Crossword clues for dextrose
Longman Dictionary of Contemporary English
The Collaborative International Dictionary
Glucose \Glu"cose`\, n. [Gr. ? sweet. Cf. Glycerin.]
A variety of sugar occurring in nature very abundantly, as in ripe grapes, and in honey, and produced in great quantities from starch, etc., by the action of heat and acids. It is only about half as sweet as cane sugar. Called also dextrose, grape sugar, diabetic sugar, and starch sugar. See Dextrose.
(Chem.) Any one of a large class of sugars, isometric with glucose proper, and including levulose, galactose, etc.
The trade name of a sirup, obtained as an uncrystallizable reside in the manufacture of glucose proper, and containing, in addition to some dextrose or glucose, also maltose, dextrin, etc. It is used as a cheap adulterant of sirups, beers, etc.
Douglas Harper's Etymology Dictionary
Wiktionary
n. the naturally-occurring dextrorotatory form of glucose monosaccharide molecule
WordNet
n. an isomer of glucose that is found in honey and sweet fruits [syn: dextroglucose, grape sugar]
Usage examples of "dextrose".
He was wondering if the hospital in Key Largo would sell him extra bags of dextrose water for the IV.

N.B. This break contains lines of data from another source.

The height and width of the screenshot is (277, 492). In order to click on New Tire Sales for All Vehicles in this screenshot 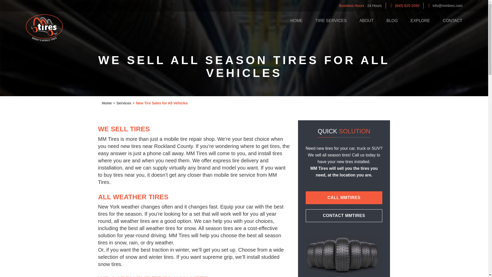, I will do `click(161, 103)`.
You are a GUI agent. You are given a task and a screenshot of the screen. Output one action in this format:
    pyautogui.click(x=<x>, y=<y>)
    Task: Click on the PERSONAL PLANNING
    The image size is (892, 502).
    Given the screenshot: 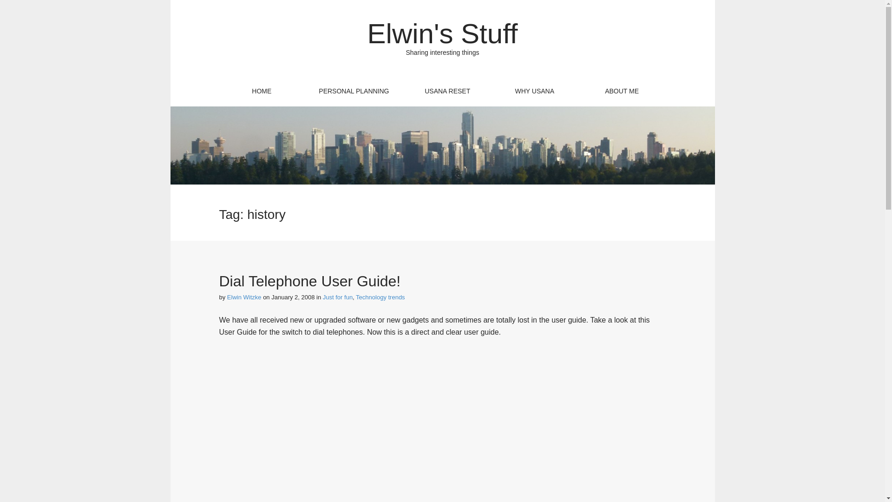 What is the action you would take?
    pyautogui.click(x=354, y=91)
    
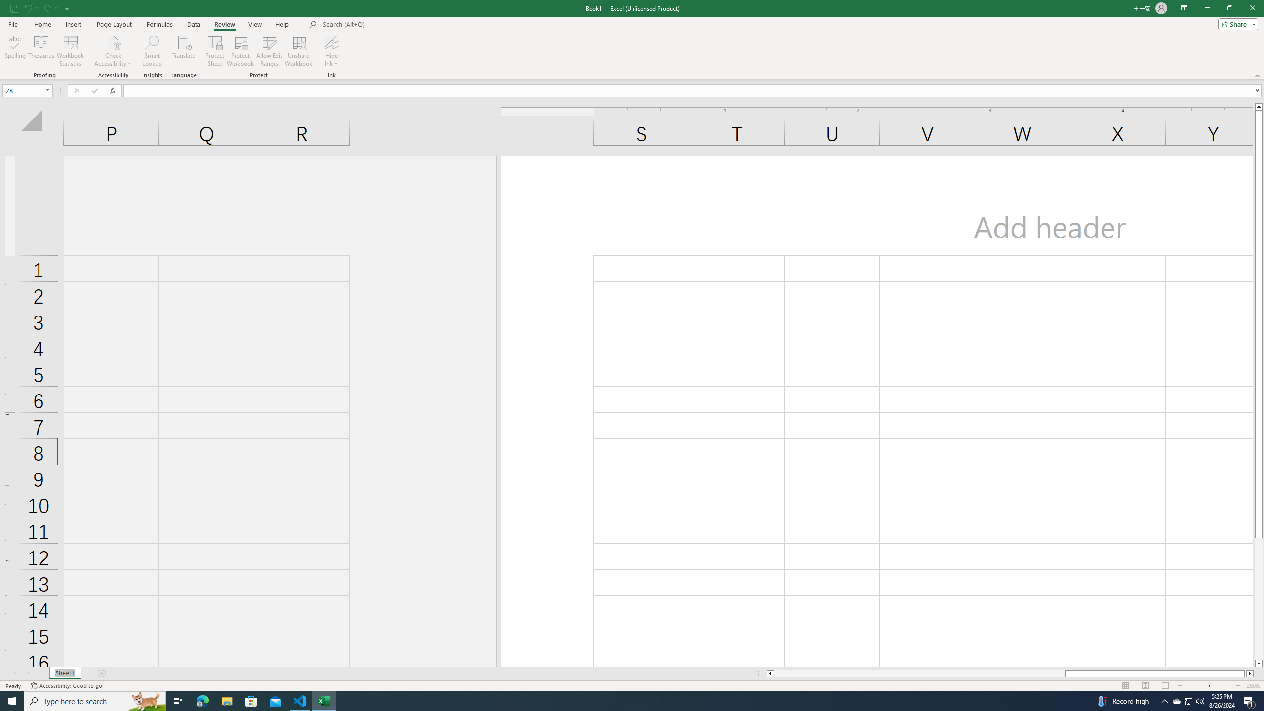 This screenshot has height=711, width=1264. What do you see at coordinates (332, 60) in the screenshot?
I see `More Options` at bounding box center [332, 60].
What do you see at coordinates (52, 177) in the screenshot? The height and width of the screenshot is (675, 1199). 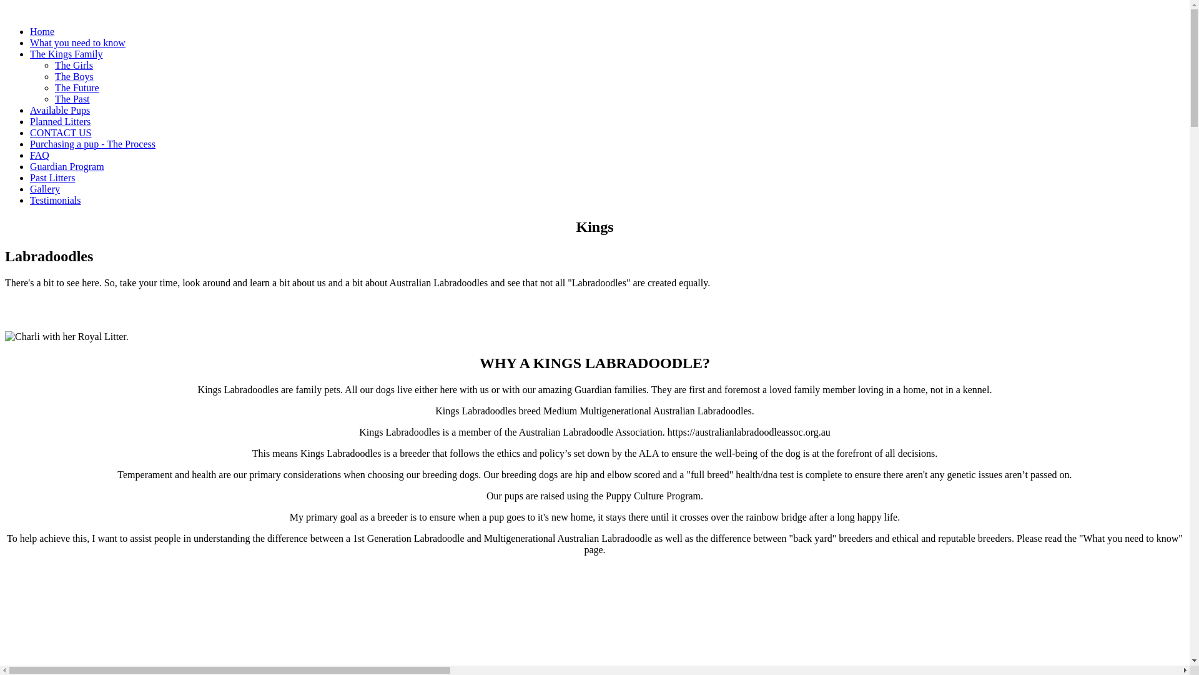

He had purchased a dozen clear bags of five-percent dextrose solution from a wholesale medical shop in Perrine.
Webber began an IV infusion of dextrose and water first, and then she added the drug to it, but the IV kept backing up, and her vein collapsed just after they started.
Before they'd injected even half the dextrose, he'd pulled away—and was halfway down the hall.
The zoologist continued, "Then there're traces of formaldehyde, phenol, fructose, dextrose, cellulose.
We've started intravenous dextrose to keep him fed and hydrated until we can get down to the bottom.
A few of the nuggets would explode between his molars, but then his jaw would snap shut and drive all of the unshattered nuggets straight up into his palate where their armor of razor-sharp dextrose crystals would inflict massive collateral damage, turning the rest of the meal into a sort of pain-hazed death march and rendering him Novocain mute for three days.
It may well be -- I have believed so ever since I was fourteen years old -- that the elements are all isomers, differentiated by geometrical structure, electrical charge, or otherwise in precisely the same way as ozone from oxygen, red from yellow phosphorous, dextrose from ~laevulose, and a paraffin from a benzene of identical empirical formula.